Milligan, personally renowned for being a sadistic, difficult bastard, seems to thrive on scenes in which excruciating secrets are revealed and humiliation is ready to pounce around every corner. Nightbirds grainy black & white melodrama comes at the end of the era when audiences would still flock to any film with soft-core nudity; yet while audiences may be intermittently titillated, the story’s characters are going to be cruelly punished for our dirty little thoughts. Milligan’s threadbare productions reportedly drew groans from the raincoat crowd when their titles popped up on double bills in Times Square, their sexy segments always separated by forlorn monologues of woe. Somehow, beneath his films’ petty irritations, Milligan’s spare psycho-sexual melodrama reveals that the influence of director Ingmar Bergman was felt even by brutish New Yawk misfits.

Mystique is the product of two of the more iconoclastic characters of the New York adult film scene, director Roberta Findley and screenwriter Roger Watkins. Georgina Spelvin (star of the classic The Devil in Miss Jones) is Alma, a middle aged photographer whose unnamed ailment has forced her to give up her career and retire to a life of inactivity in a house on the Long Island Sound. There she meets Cosima (Samantha Fox) who first offers love, then begins to embody the fears and desires that lurk beneath Alma’s psyche. With Mystique‘s market already assured by fulfilling its expectations of plentiful sex scenes, the film is free to deal with Watkin’s offbeat obsessions. Watkins’ scripts are always littered with allusions to “high art” and Mystique opens with a quote from French poet/philosopher Paul Valéry, opining that a unfulfilled life is like a drop of wine spilling into the ocean. Alma is shown to be a classical music aficionado, obsessing over Mahler’s “Songs for Dead Children.” and like most of Watkins slender filmography, fear, depression, and death seem to be lingering just off frame. Again, the far-reaching influence of Bergman is present, partially because mounting something similar to the Swedish master’s high-pressure psychological examinations is a financial option for a small-budgeted film. Findlay’s direction is impressively fluid throughout, mixing some effective cross-cutting and montage sequences to give Georgina Spelvin, who exudes a certain Shirley MacLaine-like youthful spunk, a chance to deliver a unusually nuanced and moving performance for the adult genre.

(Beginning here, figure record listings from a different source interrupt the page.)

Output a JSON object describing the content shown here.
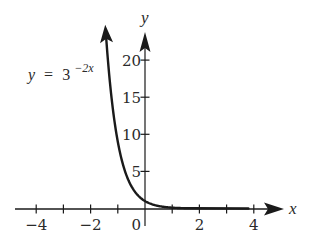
{
  "chart_data": {
    "type": "line",
    "title": "",
    "function": "y = 3^(-2x)",
    "equation_label": {
      "lhs": "y",
      "equals": "=",
      "base": "3",
      "exponent": "−2x"
    },
    "xlabel": "x",
    "ylabel": "y",
    "xlim": [
      -4.2,
      5.1
    ],
    "ylim": [
      -1,
      24
    ],
    "x_ticks": [
      -4,
      -3,
      -2,
      -1,
      0,
      1,
      2,
      3,
      4
    ],
    "x_tick_labels": [
      {
        "value": -4,
        "label": "−4"
      },
      {
        "value": -2,
        "label": "−2"
      },
      {
        "value": 0,
        "label": "0"
      },
      {
        "value": 2,
        "label": "2"
      },
      {
        "value": 4,
        "label": "4"
      }
    ],
    "y_ticks": [
      5,
      10,
      15,
      20
    ],
    "y_tick_labels": [
      {
        "value": 5,
        "label": "5"
      },
      {
        "value": 10,
        "label": "10"
      },
      {
        "value": 15,
        "label": "15"
      },
      {
        "value": 20,
        "label": "20"
      }
    ],
    "grid": false,
    "legend": null,
    "series": [
      {
        "name": "y = 3^(-2x)",
        "x": [
          -1.43,
          -1.25,
          -1.0,
          -0.75,
          -0.5,
          -0.25,
          0,
          0.25,
          0.5,
          1.0,
          1.5,
          2.0,
          3.0,
          4.0
        ],
        "y": [
          23.2,
          15.6,
          9.0,
          5.2,
          3.0,
          1.73,
          1.0,
          0.58,
          0.33,
          0.11,
          0.04,
          0.01,
          0.0,
          0.0
        ]
      }
    ],
    "colors": {
      "ink": "#1a1a1a",
      "background": "#ffffff"
    }
  }
}
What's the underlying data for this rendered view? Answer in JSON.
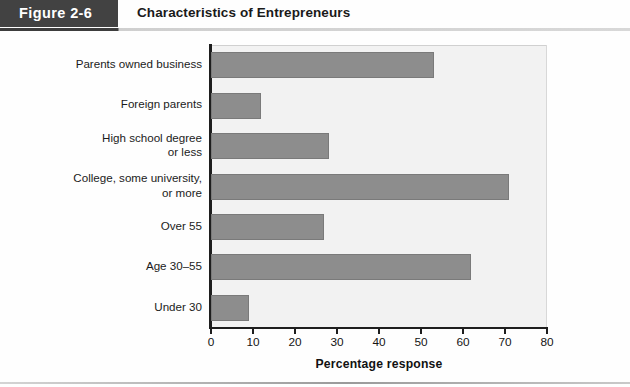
{
  "header": {
    "figure_tab": "Figure 2-6",
    "title": "Characteristics of Entrepreneurs"
  },
  "chart_data": {
    "type": "bar",
    "orientation": "horizontal",
    "title": "Characteristics of Entrepreneurs",
    "xlabel": "Percentage response",
    "ylabel": "",
    "xlim": [
      0,
      80
    ],
    "xticks": [
      0,
      10,
      20,
      30,
      40,
      50,
      60,
      70,
      80
    ],
    "grid": false,
    "legend": null,
    "bar_color": "#8d8d8d",
    "plot_background": "#f2f2f2",
    "categories": [
      "Parents owned business",
      "Foreign parents",
      "High school degree\nor less",
      "College, some university,\nor more",
      "Over 55",
      "Age 30–55",
      "Under 30"
    ],
    "values": [
      53,
      12,
      28,
      71,
      27,
      62,
      9
    ]
  }
}
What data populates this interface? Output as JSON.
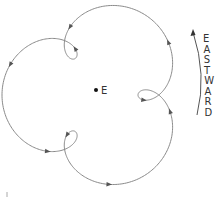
{
  "diagram": {
    "center_label": "E",
    "direction_label": "EASTWARD",
    "direction_letters": [
      "E",
      "A",
      "S",
      "T",
      "W",
      "A",
      "R",
      "D"
    ],
    "colors": {
      "path": "#8a8a8a",
      "arrow": "#555555",
      "text": "#333333",
      "dot": "#111111"
    }
  }
}
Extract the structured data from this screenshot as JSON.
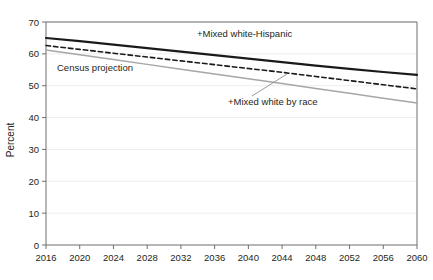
{
  "chart_data": {
    "type": "line",
    "title": "",
    "subtitle": "",
    "xlabel": "",
    "ylabel": "Percent",
    "xlim": [
      2016,
      2060
    ],
    "ylim": [
      0,
      70
    ],
    "grid": true,
    "grid_axis": "y",
    "legend_position": "inline-annotations",
    "x": [
      2016,
      2020,
      2024,
      2028,
      2032,
      2036,
      2040,
      2044,
      2048,
      2052,
      2056,
      2060
    ],
    "xticklabels": [
      "2016",
      "2020",
      "2024",
      "2028",
      "2032",
      "2036",
      "2040",
      "2044",
      "2048",
      "2052",
      "2056",
      "2060"
    ],
    "yticks": [
      0,
      10,
      20,
      30,
      40,
      50,
      60,
      70
    ],
    "yticklabels": [
      "0",
      "10",
      "20",
      "30",
      "40",
      "50",
      "60",
      "70"
    ],
    "series": [
      {
        "name": "+Mixed white-Hispanic",
        "style": "solid",
        "color": "#1a1a1a",
        "width": 2.1,
        "values": [
          65.0,
          64.0,
          62.9,
          61.8,
          60.7,
          59.6,
          58.5,
          57.4,
          56.3,
          55.3,
          54.3,
          53.4
        ]
      },
      {
        "name": "+Mixed white by race",
        "style": "dashed",
        "color": "#1a1a1a",
        "width": 1.6,
        "values": [
          62.6,
          61.4,
          60.2,
          59.0,
          57.8,
          56.6,
          55.4,
          54.2,
          52.9,
          51.6,
          50.3,
          49.0
        ]
      },
      {
        "name": "Census projection",
        "style": "solid",
        "color": "#a6a6a6",
        "width": 1.5,
        "values": [
          61.2,
          59.7,
          58.2,
          56.7,
          55.2,
          53.7,
          52.2,
          50.7,
          49.1,
          47.6,
          46.1,
          44.6
        ]
      }
    ],
    "annotations": [
      {
        "label": "+Mixed white-Hispanic",
        "series": "+Mixed white-Hispanic",
        "x": 197,
        "y": 37,
        "leader": false
      },
      {
        "label": "Census projection",
        "series": "Census projection",
        "x": 57,
        "y": 71,
        "leader": false
      },
      {
        "label": "+Mixed white by race",
        "series": "+Mixed white by race",
        "x": 228,
        "y": 105,
        "leader": true,
        "leader_from_x": 252,
        "leader_from_y": 96,
        "leader_to_x": 287,
        "leader_to_y": 74
      }
    ],
    "colors": {
      "axis": "#6e6e6e",
      "grid": "#ededed",
      "text": "#231f20",
      "series_primary": "#1a1a1a",
      "series_secondary": "#a6a6a6",
      "background": "#ffffff"
    }
  }
}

Showing between the two features is a more frantic example of low-low budget cinema, the Canadian gory gonzo epic, Things. Shot mainly on 8mm film stock in 1989, Andrew Jordan & Barry J. Gillis.forge a junior high-level tribute to favorites like The Evil Dead, Night of the Living Dead, and Cronenberg’s “body horror” classics. The plot revolves around a trio of charisma-free guys who do battle with a flock of creatures created by a mad doctor’s maniacal artificial insemination. Karo syrup and butcher’s guts are splashed liberally, but we never lose sight of the fact that we’re watching a couple of goofy beer-drinking Canucks (the younger brothers of Bob & Doug McKenzie?) doing whatever they can to crack themselves up. Giving the film a dollop of prestige is 80s porn superstar Amber Lynn, fully-clothed throughout as the giant-haired starlet plays the least-believable TV news reporter ever on film. How amused you are will depend on your patience for irredeemable goofballs but like a great punk rock 45, Things‘ unschooled spirit has left the film a damned fine sight to behold 23 years later. — DAN BUSKIRK

Nightbirds, Things & Mystique will be part of a triple feature at ANDREW’S VIDEO VAULT @ The Rotunda 4014 Walnut Street, Philadelphia, tonight @ 8PM Free!